Publications and Presentations
Publications
Stephenson, C., Derbenwick Miller, A., Alvarado, C., Barker, L., Barr, V., Camp, T., Frieze, C., Lewis, C., Cannon Mindell, E., Limbird, L., Richardson, D., Sahami, M., Villa, E., Walker, H., and Zweben, S. (2018). Retention in Computer Science Undergraduate Programs in the U.S.: Data Challenges and Promising Interventions. New York, NY. ACM. (ACM Report)
Barr, V., “Computing Education Will Not Be One Size Fits All”, ACM Inroads, (December 2018).
Barr, V., “Different Denominators, Different Results: Reanalyzing CS Degrees by Gender, Race, and Ethnicity, ACM Inroads, forthcoming (September, 2018).
Barr, V., “Disciplinary Thinking, Computational Doing: Collaborating for Mutual Enrichment”, New Directions for Computing Education: Embedding Computing Across Disciplines, Springer, April, 2017.
Barr, V., “Disciplinary Thinking, Computational Doing: Promoting Interdisciplinary Computing While Transforming Computer Science Enrollments”, ACM Inroads, June 2016.
Barr, V. and Trytten, D. “Using Turingscraft CodeLab to Support CS1 Students as They Learn to Program”, ACM Inroads, June 2016.
Barr, V., “Computational Thinking”, Computing Handbook, 3rd Edition , edited by Teofilo Gonzalez and Allen Tucker, Chapman & Hall/CRC Press, April 2014
Barr, V., Burkett, A., and Webb, N., “Introducing Blake Browser: William Blake and Computational Analysis”, CUR Quarterly, Winter, 2013.
Barr, V., “Create Two, Three, Many Courses: An Experiment in Contextualized Introductory Computer Science”, Proceedings of Consortium for Computing in Colleges – Northeast Region (CCSCNE-2012), Hamden, CT, 2012.
Barr, V. and Stephenson, C., “Bringing Computational Thinking to K-12: What is Involved and What is the Role of the Computer Science Education Community?”, ACM Inroads, 2011.
Striegnitz, K., and Barr, V., “Can Computers Think? - an introduction to computer science, programming, and artificial intelligence”, AAAI Spring Symposium, 2008.
Barr, V. and Siefring, E. “Verification of Lexicalized Tree Adjoining Grammars”, TAG+7 Workshop on Tree Adjoining Grammars, May 2004, Vancouver.
Barr, V. A Proposed Model for Effective Verification of Natural Language Generation Systems, Florida Artificial Intelligence Research Society Conference (FLAIRS), May 2003, St. Augustine, Florida, pp. 208-212.
Barr, V. and Klavans, J. “Verification and Validation of Language Processing Systems: Is It Evaluation?”, with Judith L. Klavans, ACL 2001 Workshop on Evaluation Methodologies for Language and Dialogue Systems, July 2001, Toulouse, pp. 34 - 40.
Barrv, V. “A Quagmire of Terminology: Verification & Validation, Testing, and Evaluation,” FLAIRS-2001, Key West, May 2001.
Gonzalez, A. and Barr, V. “Validation and verification of intelligent systems - what are they and how are they different?” with Avelino Gonzalez, Journal of Experimental and Theoretical Artificial Intelligence, Volume 12, Number 4 October 2000.
Presentations (partial list)
BuzzFeed Women in Development Group, March, 2016.
“The Toy Aisle Still Matters: The State of Women in STEM”, Hofstra University, October, 2015.
“Disciplinary Thinking, Computational Doing: Promoting Interdisciplinary Computing While Transforming Computer Science Enrollments”, STEM Ed Institute, University of Massachusetts at Amherst, October, 2015.
“One Data Set, Two Stories”, Microsoft Research, July, 2015.
Women’s Institute for Summer Enrichment, UC Berkeley TRUST Center (Team for Research in Ubiquitous Secure Technology), June, 2015.
“The Toy Aisle Still Matters: The State of Women in Computing”, Brown University, November, 2014.
“Blake, Biofuel, and Bribery: Promoting Interdisciplinary Applications of Computing”, Whitman College, September, 2014. Also presented at Hofstra University, October, 2013.
“Bridging the Faculty Digital Divide”, Washington and Lee University, December 2013.
“Life at the Intersection: Interdisciplinarity and 21st Century Computer Science”, Lafayette College, November 2013.
“Computer Science at Your Age!??!? What’s Next?”, NCWIT Aspiration Awards Ceremony, NW Region, Portland, OR, April 2013.
“We Love Computer Science So Much: Why Don’t More Students Share the Love?”, 51st ACM Southeast Conference, Keynote Address, May 2013.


— Problem statement —
Count, in the entries below, the lines in which "Mastered" occurs. Give the number, nothing more.

:: The input

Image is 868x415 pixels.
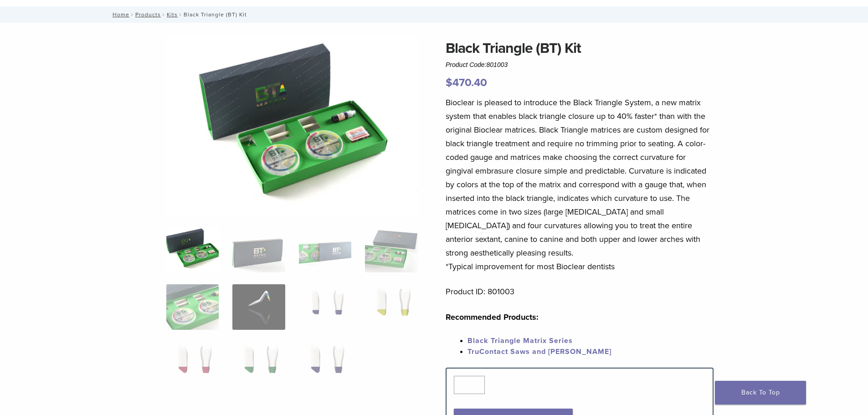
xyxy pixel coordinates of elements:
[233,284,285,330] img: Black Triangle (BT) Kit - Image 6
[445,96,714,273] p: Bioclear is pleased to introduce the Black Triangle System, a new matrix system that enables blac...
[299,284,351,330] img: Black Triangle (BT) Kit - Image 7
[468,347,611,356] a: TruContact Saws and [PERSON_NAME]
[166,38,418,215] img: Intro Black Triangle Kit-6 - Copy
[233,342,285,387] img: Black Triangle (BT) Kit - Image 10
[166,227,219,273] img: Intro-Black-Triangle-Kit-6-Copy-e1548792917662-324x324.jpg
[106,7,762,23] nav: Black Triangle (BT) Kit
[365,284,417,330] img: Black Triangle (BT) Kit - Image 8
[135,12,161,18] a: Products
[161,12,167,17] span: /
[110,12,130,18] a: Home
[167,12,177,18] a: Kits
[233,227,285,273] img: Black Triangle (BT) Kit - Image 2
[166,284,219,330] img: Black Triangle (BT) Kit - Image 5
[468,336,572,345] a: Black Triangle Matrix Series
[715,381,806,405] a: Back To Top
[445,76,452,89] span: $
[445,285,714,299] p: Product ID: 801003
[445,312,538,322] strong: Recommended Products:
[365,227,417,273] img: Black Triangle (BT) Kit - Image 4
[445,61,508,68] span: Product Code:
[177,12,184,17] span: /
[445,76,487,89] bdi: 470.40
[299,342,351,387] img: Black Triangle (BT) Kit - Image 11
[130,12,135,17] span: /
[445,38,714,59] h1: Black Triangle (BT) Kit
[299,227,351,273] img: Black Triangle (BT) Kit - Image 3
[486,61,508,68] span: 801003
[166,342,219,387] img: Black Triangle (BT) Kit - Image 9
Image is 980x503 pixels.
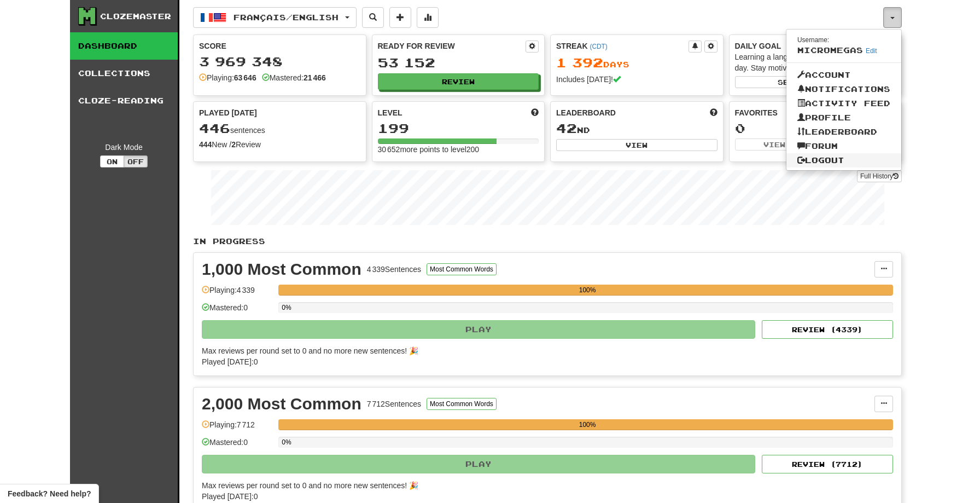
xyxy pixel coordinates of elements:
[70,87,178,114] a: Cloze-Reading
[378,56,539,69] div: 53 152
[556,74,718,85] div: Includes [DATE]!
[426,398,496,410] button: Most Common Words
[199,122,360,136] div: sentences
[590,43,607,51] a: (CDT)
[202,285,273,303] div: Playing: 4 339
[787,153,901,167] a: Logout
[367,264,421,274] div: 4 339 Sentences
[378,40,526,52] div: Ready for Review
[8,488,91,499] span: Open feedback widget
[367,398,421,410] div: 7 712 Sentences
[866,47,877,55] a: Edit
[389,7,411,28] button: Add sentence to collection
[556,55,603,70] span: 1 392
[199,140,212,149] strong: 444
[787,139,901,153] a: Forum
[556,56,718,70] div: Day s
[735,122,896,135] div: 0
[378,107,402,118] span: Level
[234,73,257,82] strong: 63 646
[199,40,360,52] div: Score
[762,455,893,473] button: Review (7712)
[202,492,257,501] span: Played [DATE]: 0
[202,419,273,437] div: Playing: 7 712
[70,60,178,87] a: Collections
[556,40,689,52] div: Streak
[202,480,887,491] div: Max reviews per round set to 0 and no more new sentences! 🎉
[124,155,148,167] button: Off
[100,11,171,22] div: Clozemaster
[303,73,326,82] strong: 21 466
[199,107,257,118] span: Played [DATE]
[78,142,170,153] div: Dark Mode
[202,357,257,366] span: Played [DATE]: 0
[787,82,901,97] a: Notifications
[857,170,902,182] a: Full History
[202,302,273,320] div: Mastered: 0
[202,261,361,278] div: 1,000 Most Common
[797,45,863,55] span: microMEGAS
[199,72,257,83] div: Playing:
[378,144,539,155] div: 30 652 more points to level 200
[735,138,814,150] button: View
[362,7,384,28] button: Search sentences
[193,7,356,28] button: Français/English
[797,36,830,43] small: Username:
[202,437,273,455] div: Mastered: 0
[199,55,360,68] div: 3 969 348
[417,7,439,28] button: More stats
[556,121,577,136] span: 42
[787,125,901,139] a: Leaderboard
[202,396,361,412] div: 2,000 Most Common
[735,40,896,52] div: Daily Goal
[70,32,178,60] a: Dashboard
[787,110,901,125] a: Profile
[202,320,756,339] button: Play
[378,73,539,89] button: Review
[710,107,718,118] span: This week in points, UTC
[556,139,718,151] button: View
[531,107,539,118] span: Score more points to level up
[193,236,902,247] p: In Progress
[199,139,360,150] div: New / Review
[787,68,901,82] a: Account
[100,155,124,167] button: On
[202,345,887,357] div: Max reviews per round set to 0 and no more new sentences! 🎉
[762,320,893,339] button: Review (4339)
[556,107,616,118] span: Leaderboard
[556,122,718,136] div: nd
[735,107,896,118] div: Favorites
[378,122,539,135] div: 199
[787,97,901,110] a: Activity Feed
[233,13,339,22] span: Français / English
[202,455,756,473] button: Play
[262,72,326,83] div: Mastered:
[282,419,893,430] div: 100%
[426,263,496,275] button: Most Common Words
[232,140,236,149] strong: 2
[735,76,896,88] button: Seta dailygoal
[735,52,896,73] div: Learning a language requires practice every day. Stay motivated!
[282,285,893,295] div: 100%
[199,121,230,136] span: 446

::::

— Solution to this exercise —
3